Contributors’ guide

Contributing to DART

This section describes how you can contribute your work to DART. Because DART is an open-source project, your contributions are welcome. Many user-provided contributions have widely benefited the earth science community.

To ensure you aren’t duplicating efforts, contact DAReS staff by emailing dart@ucar.edu before you expend considerable development time.

All of the source code is hosted in the DART GitHub repository.

Before you start developing, you should be familiar with the GitHub workflow. The GitHub worflow involves:

  1. Creating a fork of the DART project. A fork is a publically visible copy of the repository that is stored in your GitHub account.

  2. Creating a branch for your feature with an appropriate name for your project, and when you are finished with your changes you can commit them to your fork. After testing locally on your machine, you can push them to your fork.

    Important

    At this point, everyone can see the changes you made on your fork.

    When you are ready to begin the conversation about merging your work into the original project (called the DART repository master), you can create a pull request, which will show your changes. After reviewing and testing your changes, the pull request will be addressed appropriately by the DART development team.

Keeping your work private until you publish

You may want to keep your work private until it is ready for publication or public viewing.

Follow these steps to hide sensitive code until you are ready to contribute it to DART your work has been published.

  1. First, create a public fork of the DART repository by following the steps listed above.

  2. Next, create a private repository on GitHub.com. The name of your private repository is arbitrary, since only you and your private collaborators can see it.

  3. Add your public fork as a remote repository of your private repository. Your remote repository can be named “public_fork” or “upstream.”

  4. Add additional team members, if necessary.

  5. Instead of pulling and pushing from your public fork, develop on your private repository.

Note

Only three collaborators are allowed on a free non-institutional private repository. DAReS staff can collaborate with you on your private repository, but keep this three collaborator limit in mind if you using a free GitHub account.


Your task is to copy each line of the records that includes the string "species".

··· DATA

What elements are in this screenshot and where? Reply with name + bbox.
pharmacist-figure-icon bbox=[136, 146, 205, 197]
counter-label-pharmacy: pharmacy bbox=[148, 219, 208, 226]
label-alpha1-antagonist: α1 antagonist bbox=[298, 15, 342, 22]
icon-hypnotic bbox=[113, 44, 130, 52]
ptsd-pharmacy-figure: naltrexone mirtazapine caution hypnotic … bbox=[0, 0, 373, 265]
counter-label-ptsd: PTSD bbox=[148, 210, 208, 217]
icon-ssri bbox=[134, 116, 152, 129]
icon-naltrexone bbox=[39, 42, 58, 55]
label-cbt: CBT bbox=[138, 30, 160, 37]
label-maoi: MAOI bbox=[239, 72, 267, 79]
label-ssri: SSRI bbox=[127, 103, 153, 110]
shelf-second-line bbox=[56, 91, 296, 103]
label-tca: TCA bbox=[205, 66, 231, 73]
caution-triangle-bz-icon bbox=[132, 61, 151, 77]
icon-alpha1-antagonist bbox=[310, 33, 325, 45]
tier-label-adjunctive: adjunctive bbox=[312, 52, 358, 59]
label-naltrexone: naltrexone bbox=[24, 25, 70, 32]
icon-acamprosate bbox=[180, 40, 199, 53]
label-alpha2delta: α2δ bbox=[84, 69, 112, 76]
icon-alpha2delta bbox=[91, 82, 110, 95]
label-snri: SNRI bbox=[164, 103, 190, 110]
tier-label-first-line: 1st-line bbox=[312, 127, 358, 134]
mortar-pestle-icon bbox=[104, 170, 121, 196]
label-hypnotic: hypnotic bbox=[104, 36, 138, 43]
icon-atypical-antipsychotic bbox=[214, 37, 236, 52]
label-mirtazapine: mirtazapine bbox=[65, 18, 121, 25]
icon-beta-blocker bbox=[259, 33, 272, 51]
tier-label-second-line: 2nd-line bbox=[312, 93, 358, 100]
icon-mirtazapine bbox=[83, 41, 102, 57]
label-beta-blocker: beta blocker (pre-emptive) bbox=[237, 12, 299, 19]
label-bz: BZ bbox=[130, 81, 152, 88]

······
··· DATA

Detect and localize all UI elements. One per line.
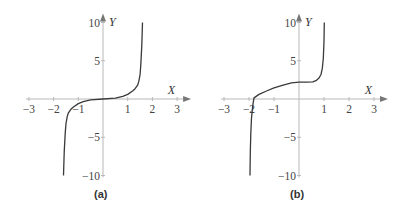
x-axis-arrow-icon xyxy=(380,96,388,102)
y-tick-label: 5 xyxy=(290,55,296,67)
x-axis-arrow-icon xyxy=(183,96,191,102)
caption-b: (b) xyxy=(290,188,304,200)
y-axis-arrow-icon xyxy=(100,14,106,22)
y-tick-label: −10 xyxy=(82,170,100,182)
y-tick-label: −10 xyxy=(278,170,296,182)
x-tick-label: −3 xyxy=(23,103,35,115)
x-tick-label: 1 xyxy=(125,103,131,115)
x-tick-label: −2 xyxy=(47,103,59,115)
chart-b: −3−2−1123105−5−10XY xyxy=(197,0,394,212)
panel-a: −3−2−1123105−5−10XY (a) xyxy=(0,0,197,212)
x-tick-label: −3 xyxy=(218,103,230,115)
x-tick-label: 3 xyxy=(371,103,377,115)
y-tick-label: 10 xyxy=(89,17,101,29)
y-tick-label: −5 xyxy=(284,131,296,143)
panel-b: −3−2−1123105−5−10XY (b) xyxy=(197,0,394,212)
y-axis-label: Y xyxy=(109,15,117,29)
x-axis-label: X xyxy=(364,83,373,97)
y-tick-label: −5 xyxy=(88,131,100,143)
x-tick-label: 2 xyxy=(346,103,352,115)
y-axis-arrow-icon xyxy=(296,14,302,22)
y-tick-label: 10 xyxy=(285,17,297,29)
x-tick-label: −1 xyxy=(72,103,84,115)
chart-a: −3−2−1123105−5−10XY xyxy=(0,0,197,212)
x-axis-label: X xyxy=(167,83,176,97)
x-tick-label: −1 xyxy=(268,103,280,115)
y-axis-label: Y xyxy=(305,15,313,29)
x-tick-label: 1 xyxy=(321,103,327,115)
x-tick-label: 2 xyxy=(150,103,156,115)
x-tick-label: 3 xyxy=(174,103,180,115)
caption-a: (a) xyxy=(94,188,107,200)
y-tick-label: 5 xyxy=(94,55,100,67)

······
··· DATA

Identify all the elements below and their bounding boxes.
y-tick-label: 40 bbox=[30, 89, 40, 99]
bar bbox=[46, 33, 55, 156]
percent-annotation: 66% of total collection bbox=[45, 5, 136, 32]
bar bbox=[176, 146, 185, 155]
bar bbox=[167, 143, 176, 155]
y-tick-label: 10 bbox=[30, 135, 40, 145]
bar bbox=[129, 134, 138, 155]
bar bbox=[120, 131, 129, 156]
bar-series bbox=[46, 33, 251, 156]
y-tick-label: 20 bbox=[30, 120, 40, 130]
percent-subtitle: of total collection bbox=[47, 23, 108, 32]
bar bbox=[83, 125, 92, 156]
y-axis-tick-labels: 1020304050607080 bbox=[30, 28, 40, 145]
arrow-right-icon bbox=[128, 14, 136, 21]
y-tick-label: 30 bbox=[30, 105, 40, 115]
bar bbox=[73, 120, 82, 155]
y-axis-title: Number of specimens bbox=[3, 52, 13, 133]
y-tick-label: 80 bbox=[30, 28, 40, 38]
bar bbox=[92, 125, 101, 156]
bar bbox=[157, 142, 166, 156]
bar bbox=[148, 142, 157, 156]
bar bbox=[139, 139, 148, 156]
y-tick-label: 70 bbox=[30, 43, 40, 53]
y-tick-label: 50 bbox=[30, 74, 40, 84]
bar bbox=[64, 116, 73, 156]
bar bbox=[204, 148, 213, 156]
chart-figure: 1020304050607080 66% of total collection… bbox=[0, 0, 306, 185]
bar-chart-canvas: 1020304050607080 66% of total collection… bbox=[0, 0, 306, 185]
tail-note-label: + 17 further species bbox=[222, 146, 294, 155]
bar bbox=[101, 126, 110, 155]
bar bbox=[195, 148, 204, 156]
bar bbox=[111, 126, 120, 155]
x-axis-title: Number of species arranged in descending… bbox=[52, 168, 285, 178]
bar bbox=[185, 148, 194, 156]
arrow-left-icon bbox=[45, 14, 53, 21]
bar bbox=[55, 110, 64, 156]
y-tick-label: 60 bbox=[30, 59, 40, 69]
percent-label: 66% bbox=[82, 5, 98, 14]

······

RESPONSE -
tail-note-label: + 17 further species bbox=[222, 146, 294, 155]
x-axis-title: Number of species arranged in descending… bbox=[52, 168, 285, 178]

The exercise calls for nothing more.